ANATOMY OF MULTICOLORED REVOLUTIONS
Support A1+!“The first signs of Ukrainian or Georgian revolutions were in Yerevan in 1996”, said Alexander Iskandaryan, head of the Caucasian Mass Media Institute during the round table organized today in the Institute referring to velvet revolutions.
According to him, there was everything necessary for a revolution except two things: West and finances. And according to Mr., Iskandaryan, the interference of “another world” on the levels of finance, experience and morals is very important for a revolution. But for a revolution to start an inner impetus is necessary, e.g. elections. Then comes the division of the economical elite, “as it happened in Tbilisi, Sukhumi and Kiev, when half of the elite started to support the opposition”.
Then come the technologies. “All these revolutions took place by the on-line principle”, said Alexander Iskandaryan pointing to the international TV programs. Then he found the social base important, which must stand in the streets “for an enough period of time in an enough quantity”.
And the authorities, according to Alexander Iskandaryan, must be unable to hinder the social movement. But which country is the next? “A number of countries are named: Moldova, Armenia and others”, enumerated the speech-maker. No elections are expected in Armenia, and the “constitutional changes are not enough to start a meeting activity and to call, say, 700 thousand people to street and keep them in front of the President’s house for a month”, supposed the speaker.
Then Iskandaryan answered the question if a revolution is expected in Armenia, “The Kocharyan regime is not like that of Shevardnadze or Kuchma, neither is the opposition like Sahakashvili and Yushchenko. The opposition is incapable of such a movement, not even in case of support from abroad”.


### WORK INSTRUCTION
The lines to find are those in the entries that hold the word "objects"; copy every one of them.

Records from a data collection
»»

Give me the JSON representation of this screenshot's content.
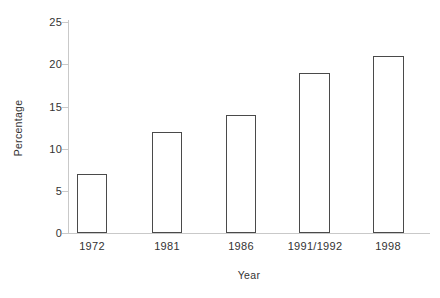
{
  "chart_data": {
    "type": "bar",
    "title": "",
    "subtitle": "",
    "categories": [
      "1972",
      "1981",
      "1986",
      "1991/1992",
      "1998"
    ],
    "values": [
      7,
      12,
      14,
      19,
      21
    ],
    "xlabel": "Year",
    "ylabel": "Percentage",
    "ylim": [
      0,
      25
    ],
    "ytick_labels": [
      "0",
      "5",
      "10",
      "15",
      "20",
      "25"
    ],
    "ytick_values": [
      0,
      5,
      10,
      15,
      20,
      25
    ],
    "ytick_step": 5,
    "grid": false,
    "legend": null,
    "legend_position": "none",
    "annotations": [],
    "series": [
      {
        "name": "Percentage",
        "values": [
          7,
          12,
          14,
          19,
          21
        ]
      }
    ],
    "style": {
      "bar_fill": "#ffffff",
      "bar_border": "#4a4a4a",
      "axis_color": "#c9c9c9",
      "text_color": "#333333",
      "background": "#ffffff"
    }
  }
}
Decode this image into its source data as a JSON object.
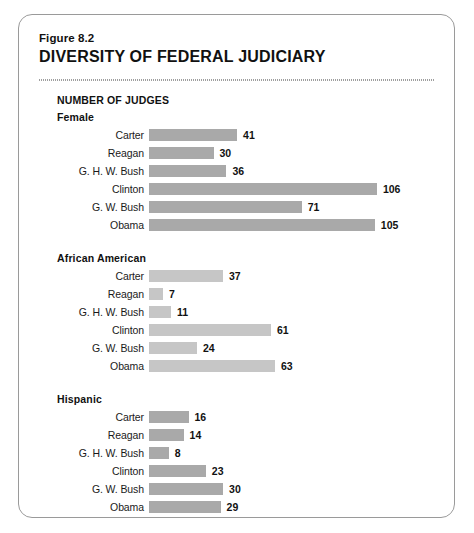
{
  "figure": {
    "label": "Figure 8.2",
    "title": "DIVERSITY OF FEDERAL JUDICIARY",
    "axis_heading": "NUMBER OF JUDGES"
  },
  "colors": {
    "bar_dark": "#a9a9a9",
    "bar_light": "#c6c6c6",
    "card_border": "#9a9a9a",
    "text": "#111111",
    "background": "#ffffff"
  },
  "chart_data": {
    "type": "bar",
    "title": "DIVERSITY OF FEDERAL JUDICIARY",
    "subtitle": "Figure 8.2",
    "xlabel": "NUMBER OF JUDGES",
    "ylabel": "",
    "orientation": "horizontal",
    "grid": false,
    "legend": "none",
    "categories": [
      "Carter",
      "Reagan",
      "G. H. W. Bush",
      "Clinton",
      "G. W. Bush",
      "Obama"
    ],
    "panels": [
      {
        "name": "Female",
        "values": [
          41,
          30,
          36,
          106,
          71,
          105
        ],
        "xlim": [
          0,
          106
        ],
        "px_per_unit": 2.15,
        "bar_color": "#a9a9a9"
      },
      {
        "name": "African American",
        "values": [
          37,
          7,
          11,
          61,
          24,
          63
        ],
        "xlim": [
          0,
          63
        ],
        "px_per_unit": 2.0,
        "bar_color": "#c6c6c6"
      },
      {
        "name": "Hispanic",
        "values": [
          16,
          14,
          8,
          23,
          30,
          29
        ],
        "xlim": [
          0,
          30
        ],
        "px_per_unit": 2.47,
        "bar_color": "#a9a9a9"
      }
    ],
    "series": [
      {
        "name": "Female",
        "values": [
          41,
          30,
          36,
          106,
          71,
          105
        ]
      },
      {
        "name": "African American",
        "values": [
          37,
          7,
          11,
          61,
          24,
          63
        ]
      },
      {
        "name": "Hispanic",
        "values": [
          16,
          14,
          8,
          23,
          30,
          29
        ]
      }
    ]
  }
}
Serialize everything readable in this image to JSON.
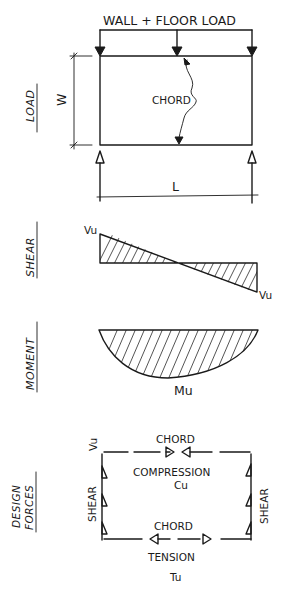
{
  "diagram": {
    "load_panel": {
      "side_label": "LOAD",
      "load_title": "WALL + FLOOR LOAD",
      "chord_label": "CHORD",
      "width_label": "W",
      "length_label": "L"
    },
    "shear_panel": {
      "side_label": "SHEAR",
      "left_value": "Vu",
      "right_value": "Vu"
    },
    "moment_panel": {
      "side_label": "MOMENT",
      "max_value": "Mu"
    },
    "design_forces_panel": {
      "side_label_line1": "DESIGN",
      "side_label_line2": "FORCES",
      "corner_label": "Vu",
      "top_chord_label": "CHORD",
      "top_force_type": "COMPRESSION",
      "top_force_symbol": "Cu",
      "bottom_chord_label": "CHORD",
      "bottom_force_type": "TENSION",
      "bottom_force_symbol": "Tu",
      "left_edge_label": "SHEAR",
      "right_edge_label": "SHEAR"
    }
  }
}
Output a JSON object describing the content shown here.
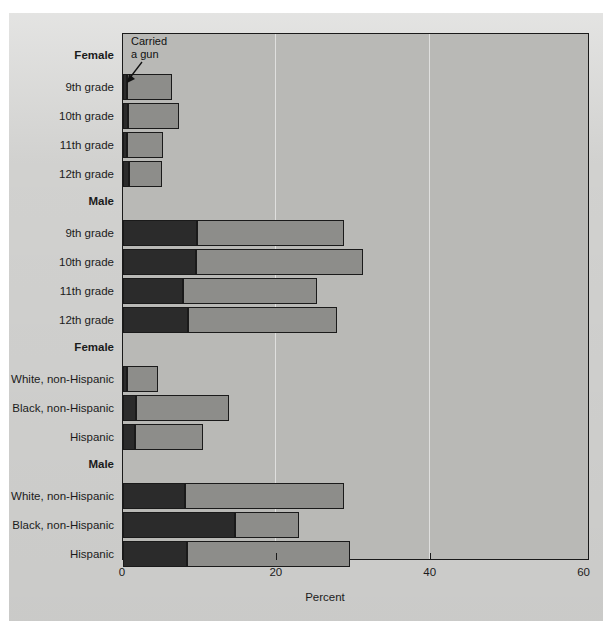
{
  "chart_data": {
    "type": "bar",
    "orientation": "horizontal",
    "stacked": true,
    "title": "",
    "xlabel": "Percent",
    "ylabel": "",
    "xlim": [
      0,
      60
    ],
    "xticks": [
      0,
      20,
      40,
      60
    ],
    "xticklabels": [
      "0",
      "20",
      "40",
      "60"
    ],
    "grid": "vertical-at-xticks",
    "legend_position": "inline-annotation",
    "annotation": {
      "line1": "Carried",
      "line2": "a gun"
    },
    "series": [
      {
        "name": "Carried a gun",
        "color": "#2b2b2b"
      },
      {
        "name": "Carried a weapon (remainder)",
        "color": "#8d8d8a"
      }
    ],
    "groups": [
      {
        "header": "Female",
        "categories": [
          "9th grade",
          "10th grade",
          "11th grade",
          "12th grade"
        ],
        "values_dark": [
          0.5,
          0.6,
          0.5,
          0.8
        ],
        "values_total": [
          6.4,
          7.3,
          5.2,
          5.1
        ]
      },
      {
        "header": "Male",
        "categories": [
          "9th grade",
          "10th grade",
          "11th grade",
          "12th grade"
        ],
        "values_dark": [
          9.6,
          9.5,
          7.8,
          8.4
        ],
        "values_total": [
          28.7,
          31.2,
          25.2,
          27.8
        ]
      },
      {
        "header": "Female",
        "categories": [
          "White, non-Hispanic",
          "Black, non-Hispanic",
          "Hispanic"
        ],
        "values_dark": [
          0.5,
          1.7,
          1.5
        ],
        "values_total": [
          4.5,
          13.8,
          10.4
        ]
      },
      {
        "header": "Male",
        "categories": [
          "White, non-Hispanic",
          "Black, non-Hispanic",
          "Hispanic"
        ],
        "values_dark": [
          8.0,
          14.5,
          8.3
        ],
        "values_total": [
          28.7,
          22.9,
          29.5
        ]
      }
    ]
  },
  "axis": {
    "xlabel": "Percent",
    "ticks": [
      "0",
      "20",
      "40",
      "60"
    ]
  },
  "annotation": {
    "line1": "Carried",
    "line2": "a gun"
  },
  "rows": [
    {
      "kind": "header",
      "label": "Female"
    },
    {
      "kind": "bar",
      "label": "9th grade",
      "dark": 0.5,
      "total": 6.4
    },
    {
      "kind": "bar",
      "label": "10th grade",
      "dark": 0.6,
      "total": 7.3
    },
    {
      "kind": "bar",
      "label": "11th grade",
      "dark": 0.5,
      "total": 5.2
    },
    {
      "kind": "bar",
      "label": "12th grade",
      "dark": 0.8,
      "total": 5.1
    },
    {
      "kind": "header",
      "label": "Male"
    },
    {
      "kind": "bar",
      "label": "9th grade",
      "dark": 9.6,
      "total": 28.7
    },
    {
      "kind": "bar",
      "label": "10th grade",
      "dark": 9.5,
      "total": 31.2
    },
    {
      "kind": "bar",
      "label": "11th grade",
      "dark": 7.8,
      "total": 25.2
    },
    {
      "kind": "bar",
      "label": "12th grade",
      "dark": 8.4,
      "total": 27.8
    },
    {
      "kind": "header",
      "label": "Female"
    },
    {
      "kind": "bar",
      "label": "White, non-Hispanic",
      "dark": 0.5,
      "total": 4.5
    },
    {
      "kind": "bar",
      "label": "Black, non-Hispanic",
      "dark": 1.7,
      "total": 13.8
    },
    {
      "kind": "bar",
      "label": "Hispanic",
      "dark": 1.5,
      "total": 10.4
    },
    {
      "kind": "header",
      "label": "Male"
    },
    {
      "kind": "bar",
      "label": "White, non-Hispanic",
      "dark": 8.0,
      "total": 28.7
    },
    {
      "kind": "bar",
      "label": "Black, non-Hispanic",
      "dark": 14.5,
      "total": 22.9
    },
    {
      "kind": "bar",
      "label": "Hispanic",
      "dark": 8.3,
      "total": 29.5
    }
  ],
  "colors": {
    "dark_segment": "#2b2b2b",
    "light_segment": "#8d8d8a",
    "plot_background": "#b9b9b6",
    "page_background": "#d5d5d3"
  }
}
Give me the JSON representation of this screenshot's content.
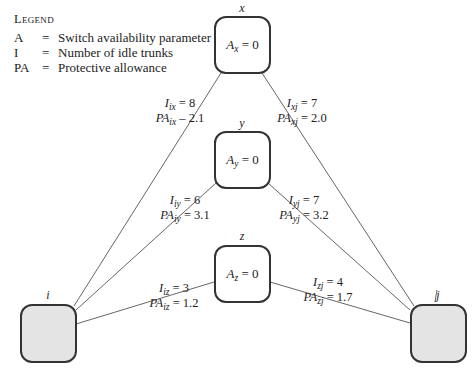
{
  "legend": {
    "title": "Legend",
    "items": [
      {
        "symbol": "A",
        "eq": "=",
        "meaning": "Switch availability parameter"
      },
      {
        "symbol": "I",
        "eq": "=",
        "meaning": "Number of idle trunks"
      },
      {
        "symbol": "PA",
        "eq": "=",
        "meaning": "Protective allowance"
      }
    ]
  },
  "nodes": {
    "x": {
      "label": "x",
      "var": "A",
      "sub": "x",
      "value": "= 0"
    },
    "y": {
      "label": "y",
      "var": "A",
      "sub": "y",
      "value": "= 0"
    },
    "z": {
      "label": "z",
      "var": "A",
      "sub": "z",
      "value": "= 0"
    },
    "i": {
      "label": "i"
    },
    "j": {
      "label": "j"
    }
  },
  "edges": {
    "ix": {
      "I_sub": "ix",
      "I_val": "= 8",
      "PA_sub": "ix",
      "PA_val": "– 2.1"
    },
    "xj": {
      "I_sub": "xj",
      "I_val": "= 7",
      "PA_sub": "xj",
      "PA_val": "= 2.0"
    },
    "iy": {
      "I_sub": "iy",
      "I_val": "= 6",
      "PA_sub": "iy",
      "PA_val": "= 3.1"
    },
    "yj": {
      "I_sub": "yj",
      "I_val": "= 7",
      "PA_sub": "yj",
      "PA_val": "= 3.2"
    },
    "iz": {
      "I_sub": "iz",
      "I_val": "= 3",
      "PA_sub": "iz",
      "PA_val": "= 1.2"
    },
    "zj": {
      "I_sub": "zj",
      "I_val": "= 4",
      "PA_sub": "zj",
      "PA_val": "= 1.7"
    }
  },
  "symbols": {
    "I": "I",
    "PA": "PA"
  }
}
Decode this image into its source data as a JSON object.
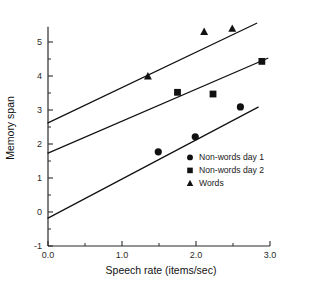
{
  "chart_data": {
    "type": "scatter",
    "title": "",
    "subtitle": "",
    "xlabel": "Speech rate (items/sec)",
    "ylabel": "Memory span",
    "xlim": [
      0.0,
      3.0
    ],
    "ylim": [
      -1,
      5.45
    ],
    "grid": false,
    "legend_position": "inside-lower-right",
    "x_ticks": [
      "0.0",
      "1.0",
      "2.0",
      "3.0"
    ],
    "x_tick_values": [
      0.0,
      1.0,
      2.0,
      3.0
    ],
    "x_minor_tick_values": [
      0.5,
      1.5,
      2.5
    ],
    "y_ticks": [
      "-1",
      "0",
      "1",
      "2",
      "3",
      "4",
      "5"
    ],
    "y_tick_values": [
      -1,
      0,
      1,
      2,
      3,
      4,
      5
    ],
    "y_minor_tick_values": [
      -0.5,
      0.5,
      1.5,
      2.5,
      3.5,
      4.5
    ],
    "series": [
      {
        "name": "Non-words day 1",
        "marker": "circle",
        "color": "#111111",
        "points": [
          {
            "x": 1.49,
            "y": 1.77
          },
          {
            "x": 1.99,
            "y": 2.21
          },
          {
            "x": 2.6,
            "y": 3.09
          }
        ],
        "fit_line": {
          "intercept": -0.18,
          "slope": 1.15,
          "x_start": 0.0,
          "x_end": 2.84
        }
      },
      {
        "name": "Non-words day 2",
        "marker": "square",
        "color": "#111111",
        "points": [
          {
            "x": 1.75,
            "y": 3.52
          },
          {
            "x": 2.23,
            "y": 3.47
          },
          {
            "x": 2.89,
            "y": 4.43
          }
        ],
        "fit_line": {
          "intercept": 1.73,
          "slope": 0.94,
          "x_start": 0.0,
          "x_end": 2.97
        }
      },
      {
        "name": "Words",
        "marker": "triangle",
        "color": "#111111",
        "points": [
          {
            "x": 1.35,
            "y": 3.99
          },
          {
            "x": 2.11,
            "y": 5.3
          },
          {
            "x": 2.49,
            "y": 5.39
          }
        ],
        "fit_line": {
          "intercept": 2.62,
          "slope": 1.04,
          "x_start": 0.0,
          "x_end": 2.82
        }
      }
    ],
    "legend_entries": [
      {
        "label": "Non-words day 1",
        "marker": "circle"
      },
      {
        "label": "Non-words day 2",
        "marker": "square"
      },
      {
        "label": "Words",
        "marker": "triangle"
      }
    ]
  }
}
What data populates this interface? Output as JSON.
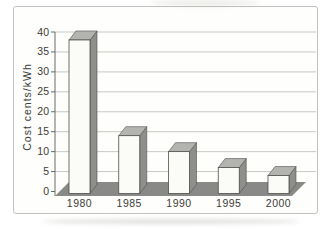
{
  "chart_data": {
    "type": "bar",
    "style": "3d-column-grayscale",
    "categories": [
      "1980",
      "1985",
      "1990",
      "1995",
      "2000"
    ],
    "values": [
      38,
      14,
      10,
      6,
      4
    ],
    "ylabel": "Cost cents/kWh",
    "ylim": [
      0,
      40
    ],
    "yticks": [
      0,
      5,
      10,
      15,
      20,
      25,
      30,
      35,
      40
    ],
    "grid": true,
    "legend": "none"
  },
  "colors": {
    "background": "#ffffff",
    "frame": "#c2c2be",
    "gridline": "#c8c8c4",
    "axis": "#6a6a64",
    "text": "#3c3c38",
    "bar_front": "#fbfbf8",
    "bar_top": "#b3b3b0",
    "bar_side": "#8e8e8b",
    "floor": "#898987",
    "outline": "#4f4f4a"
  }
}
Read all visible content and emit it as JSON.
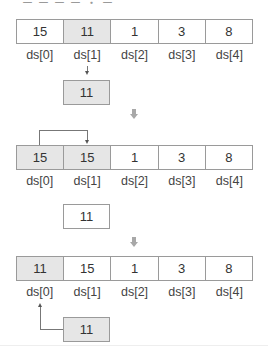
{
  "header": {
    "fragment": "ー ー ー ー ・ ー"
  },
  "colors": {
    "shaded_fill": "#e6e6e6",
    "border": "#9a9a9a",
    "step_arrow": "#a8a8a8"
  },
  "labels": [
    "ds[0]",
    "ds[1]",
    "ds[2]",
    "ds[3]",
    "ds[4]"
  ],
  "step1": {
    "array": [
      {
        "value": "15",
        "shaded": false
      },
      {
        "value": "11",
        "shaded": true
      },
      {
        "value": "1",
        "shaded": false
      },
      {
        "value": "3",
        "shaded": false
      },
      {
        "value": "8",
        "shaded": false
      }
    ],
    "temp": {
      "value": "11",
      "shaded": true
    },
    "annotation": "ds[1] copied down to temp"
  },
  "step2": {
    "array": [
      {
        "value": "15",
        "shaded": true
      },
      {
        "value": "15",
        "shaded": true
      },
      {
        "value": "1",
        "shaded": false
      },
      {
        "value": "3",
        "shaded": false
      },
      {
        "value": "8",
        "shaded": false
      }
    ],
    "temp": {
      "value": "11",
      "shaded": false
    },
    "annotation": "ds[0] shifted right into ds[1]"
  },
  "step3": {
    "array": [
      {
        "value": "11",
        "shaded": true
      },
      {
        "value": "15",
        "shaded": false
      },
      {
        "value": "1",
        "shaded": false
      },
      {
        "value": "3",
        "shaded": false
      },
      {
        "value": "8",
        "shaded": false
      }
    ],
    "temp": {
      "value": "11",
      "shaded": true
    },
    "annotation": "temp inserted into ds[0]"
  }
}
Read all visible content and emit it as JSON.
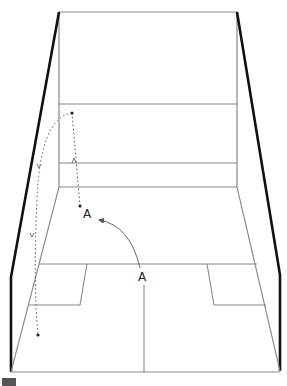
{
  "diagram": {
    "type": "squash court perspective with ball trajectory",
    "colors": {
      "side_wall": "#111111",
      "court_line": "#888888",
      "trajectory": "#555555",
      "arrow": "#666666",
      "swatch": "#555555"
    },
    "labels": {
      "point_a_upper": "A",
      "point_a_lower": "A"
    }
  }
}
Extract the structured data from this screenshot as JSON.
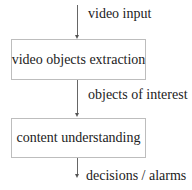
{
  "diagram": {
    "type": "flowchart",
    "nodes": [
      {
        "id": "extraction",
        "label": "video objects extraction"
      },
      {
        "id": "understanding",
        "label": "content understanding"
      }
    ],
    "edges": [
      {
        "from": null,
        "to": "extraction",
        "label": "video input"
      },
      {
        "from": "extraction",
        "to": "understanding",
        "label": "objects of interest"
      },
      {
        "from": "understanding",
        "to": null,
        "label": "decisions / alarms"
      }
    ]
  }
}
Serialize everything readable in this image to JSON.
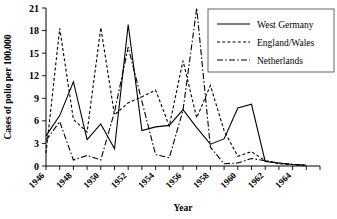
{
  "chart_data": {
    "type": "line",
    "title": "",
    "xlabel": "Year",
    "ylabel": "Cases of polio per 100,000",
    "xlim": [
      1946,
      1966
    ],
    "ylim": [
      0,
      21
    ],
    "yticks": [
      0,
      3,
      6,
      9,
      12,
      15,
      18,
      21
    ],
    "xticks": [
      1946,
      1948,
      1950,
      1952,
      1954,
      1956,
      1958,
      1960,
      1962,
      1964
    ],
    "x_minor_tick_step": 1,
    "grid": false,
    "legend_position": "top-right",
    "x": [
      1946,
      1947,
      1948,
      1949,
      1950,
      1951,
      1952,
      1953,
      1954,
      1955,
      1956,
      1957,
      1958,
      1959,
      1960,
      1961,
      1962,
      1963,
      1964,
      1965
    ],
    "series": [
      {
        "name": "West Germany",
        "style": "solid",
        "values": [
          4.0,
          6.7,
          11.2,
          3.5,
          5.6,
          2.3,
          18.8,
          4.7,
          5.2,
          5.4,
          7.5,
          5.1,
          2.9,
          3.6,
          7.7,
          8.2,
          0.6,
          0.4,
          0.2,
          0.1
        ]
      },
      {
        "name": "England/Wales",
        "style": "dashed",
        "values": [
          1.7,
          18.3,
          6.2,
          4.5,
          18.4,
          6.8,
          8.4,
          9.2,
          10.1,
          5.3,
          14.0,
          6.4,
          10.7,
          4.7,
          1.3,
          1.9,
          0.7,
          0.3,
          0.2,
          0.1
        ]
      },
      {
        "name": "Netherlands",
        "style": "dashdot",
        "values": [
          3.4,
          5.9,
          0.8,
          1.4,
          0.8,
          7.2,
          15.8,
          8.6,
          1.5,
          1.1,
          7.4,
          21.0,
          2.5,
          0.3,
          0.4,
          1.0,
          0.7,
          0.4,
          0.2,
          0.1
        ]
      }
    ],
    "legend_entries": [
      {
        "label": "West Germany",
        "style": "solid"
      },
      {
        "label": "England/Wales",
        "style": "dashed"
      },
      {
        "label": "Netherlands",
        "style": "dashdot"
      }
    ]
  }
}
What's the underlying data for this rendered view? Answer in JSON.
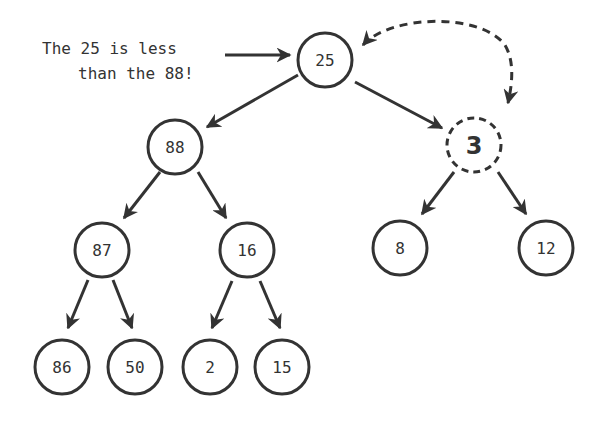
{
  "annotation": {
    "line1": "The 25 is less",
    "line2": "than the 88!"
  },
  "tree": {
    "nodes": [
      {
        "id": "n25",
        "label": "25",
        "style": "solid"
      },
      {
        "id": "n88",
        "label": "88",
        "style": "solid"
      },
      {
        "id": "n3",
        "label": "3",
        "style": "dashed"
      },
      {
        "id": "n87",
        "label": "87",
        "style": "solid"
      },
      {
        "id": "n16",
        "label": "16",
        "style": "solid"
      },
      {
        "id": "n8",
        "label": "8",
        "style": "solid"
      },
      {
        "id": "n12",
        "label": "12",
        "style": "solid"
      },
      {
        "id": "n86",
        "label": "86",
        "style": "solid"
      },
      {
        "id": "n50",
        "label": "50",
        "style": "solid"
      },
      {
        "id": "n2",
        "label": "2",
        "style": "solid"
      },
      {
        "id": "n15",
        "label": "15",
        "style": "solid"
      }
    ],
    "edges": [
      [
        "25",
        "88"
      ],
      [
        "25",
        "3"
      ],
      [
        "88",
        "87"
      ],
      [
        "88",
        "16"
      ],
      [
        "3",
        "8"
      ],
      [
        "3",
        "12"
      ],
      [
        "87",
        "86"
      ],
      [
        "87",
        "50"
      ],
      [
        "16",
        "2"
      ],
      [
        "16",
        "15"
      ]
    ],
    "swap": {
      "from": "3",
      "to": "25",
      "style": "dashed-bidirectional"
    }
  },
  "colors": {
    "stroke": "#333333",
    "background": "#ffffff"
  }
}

««

### ANSWER
        "label": "video objects extraction"
        "label": "objects of interest"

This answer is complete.